During his first bid for Senate in 2010, Kirk acknowledged that he had exaggerated some of his own military record, including stating that he came under enemy fire while flying reconnaissance missions in Iraq as a Navy intelligence officer.
Democrats consider Duckworth’s success on Election Day one of the keys to reclaiming a majority in the chamber. The second-term congresswoman from the Chicago suburb of Hoffman Estates has a comfortable lead in the most recent polls, but Kirk says the race is closer than people think.
Ubiquitously absent from televisions during the one-month period of compulsory mourning for His Majesty King Bhumibol Adulyadej are prime-time soap operas.
Two weeks on, some are already longing for the latest episode of their favorite soaps. What’s called lakorn may be simplistic, lack character development or simply crude, but there are reasons millions of Thais are fond of them.
For tens of millions, life is a struggle. Real life is brutal, complicated and difficult enough that when people come home, they want something simple, idealized and easy to understand. They love the fantasy, the better-than-real protagonists with their good looks and beauty, Eurasian or not.
Soap operas are addictive like junk food, but like other addictions, can be detrimental to your health.
The problem is, a good number of people are so immersed in these dramas they see life and politics through the same lens as things to be oversimplified and followed passively.
Politics becomes a struggle of good vs. evil populated by the same paper-cut characters from their favorite TV dramas. The plot involves just two clearly identified sides, and if you are on the “wrong” side, you must be on the side of the villains. The Good People are good; the Bad People bad.
This gives way to strong emotion and binary extremes of love or hate for certain public figures, to an excess.
In this simplistic understanding of politics and society, things are never complicated and always clear cut. Never mind if, from time to time, it becomes so apparent things are rarely so simple.
An example is the oft-repeated insistence that “every and each Thai” loves His Majesty the Late King. I have heard this endlessly repeated on TVs during the past two week, and the people who insist on this as a truism range from educated middle class to rural and urban poor. They all say the same thing, despite the fact that on the very same outlets report about the military government’s heightened campaign to deal with those who allegedly insult the late King.

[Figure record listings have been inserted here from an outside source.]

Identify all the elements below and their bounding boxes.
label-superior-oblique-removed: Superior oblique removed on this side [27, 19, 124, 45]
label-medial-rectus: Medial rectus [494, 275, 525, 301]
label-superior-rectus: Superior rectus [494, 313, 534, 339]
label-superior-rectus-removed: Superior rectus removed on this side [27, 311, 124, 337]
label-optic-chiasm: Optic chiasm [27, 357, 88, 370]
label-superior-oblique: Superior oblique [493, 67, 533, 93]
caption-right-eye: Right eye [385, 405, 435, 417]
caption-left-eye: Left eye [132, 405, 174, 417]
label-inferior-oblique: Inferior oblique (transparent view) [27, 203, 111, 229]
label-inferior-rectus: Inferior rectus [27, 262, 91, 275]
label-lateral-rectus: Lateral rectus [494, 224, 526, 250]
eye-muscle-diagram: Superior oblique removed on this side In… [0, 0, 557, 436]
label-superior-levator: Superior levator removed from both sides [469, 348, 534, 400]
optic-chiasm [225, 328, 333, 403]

Real society is not that simple but more complex. Thais’ reactions to the death of the King range from the deep and genuine grief expressed around the Grand Palace to the extreme schadenfreude exhibited by people like Paris-based, anti-monarchist Aum Neko. Whether one agrees or disagrees, all of them are Thais, however, and doing away with big words and gross generalizations would go a long way in restoring reality and sanity.

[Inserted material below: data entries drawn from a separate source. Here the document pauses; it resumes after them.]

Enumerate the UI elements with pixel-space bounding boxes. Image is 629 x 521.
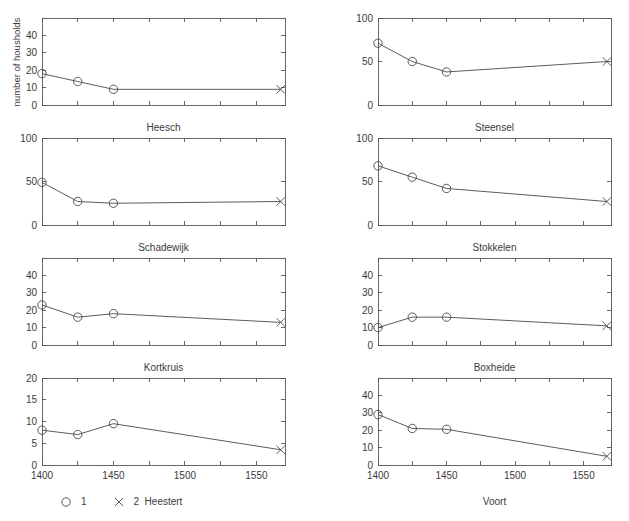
x-tick-label: 1400 — [31, 470, 54, 481]
y-tick-label: 30 — [362, 287, 374, 298]
plot-area-stokkelen: 050100 — [348, 130, 617, 259]
legend-label: 2 — [134, 496, 140, 508]
data-line — [42, 305, 281, 322]
axes-box — [42, 138, 285, 225]
y-tick-label: 100 — [356, 13, 373, 24]
y-tick-label: 20 — [362, 425, 374, 436]
y-tick-label: 10 — [26, 82, 38, 93]
data-line — [378, 415, 607, 457]
x-tick-label: 1400 — [367, 470, 390, 481]
y-tick-label: 10 — [26, 322, 38, 333]
y-tick-label: 50 — [26, 176, 38, 187]
axes-box — [42, 18, 285, 105]
chart-panel-heestert: 051015201400145015001550 — [12, 370, 291, 499]
y-tick-label: 0 — [367, 100, 373, 111]
y-tick-label: 0 — [367, 220, 373, 231]
chart-panel-steensel: 050100 — [348, 10, 617, 139]
plot-area-schadewijk: 050100 — [12, 130, 291, 259]
x-tick-label: 1500 — [504, 470, 527, 481]
chart-panel-kortkruis: 010203040 — [12, 250, 291, 379]
legend-entry-2: 2 — [113, 496, 140, 508]
y-tick-label: 40 — [362, 390, 374, 401]
y-tick-label: 40 — [362, 270, 374, 281]
y-tick-label: 0 — [367, 460, 373, 471]
y-tick-label: 10 — [362, 442, 374, 453]
plot-area-boxheide: 010203040 — [348, 250, 617, 379]
y-tick-label: 40 — [26, 270, 38, 281]
figure-container: number of housholds 010203040Heesch05010… — [0, 0, 629, 521]
y-tick-label: 30 — [26, 47, 38, 58]
y-tick-label: 20 — [362, 305, 374, 316]
y-tick-label: 0 — [31, 100, 37, 111]
plot-area-steensel: 050100 — [348, 10, 617, 139]
y-tick-label: 15 — [26, 394, 38, 405]
plot-area-kortkruis: 010203040 — [12, 250, 291, 379]
y-tick-label: 20 — [26, 373, 38, 384]
axes-box — [378, 378, 611, 465]
data-line — [378, 166, 607, 202]
axes-box — [42, 258, 285, 345]
y-tick-label: 30 — [362, 407, 374, 418]
x-tick-label: 1550 — [572, 470, 595, 481]
chart-panel-boxheide: 010203040 — [348, 250, 617, 379]
y-tick-label: 0 — [31, 340, 37, 351]
chart-legend: 12 — [60, 496, 139, 508]
legend-entry-1: 1 — [60, 496, 87, 508]
data-line — [42, 74, 281, 90]
axes-box — [378, 258, 611, 345]
y-tick-label: 0 — [367, 340, 373, 351]
y-tick-label: 100 — [356, 133, 373, 144]
plot-area-heesch: 010203040 — [12, 10, 291, 139]
chart-panel-schadewijk: 050100 — [12, 130, 291, 259]
chart-panel-stokkelen: 050100 — [348, 130, 617, 259]
x-tick-label: 1450 — [435, 470, 458, 481]
y-tick-label: 100 — [20, 133, 37, 144]
y-tick-label: 40 — [26, 30, 38, 41]
x-tick-label: 1500 — [174, 470, 197, 481]
data-point-cross — [277, 446, 285, 454]
y-tick-label: 50 — [362, 56, 374, 67]
y-tick-label: 30 — [26, 287, 38, 298]
y-tick-label: 5 — [31, 438, 37, 449]
panel-title-voort: Voort — [378, 496, 611, 507]
data-line — [42, 182, 281, 203]
y-tick-label: 0 — [31, 460, 37, 471]
data-line — [378, 317, 607, 327]
y-tick-label: 10 — [26, 416, 38, 427]
chart-panel-voort: 0102030401400145015001550 — [348, 370, 617, 499]
plot-area-voort: 0102030401400145015001550 — [348, 370, 617, 499]
x-tick-label: 1450 — [102, 470, 125, 481]
y-tick-label: 20 — [26, 305, 38, 316]
x-tick-label: 1550 — [245, 470, 268, 481]
plot-area-heestert: 051015201400145015001550 — [12, 370, 291, 499]
circle-marker-icon — [60, 496, 72, 508]
axes-box — [42, 378, 285, 465]
y-tick-label: 50 — [362, 176, 374, 187]
y-tick-label: 20 — [26, 65, 38, 76]
y-tick-label: 0 — [31, 220, 37, 231]
data-point-cross — [603, 452, 611, 460]
data-line — [42, 424, 281, 450]
cross-marker-icon — [113, 496, 125, 508]
chart-panel-heesch: 010203040 — [12, 10, 291, 139]
legend-label: 1 — [81, 496, 87, 508]
y-tick-label: 10 — [362, 322, 374, 333]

Seeing things in black-and-white terms doesn’t prepare people handle a complex and pluralistic society.
So while the military government wants those who allegedly insulted the late King extradited from seven countries, the regime’s police chief said Wednesday he would personally pay for one-way plane tickets out of the country for Thais who want to insult the King.
Soap-operatic readings of society also means many think things will be okay as long as they have good leaders in power, and it doesn’t matter if they came to power through illegal means, such as a military coups, and won’t tolerate checks and balances or legal accountability.
Soap operas may be entertaining, but viewing society in their dimensions can only bring about more dramatic disappointment.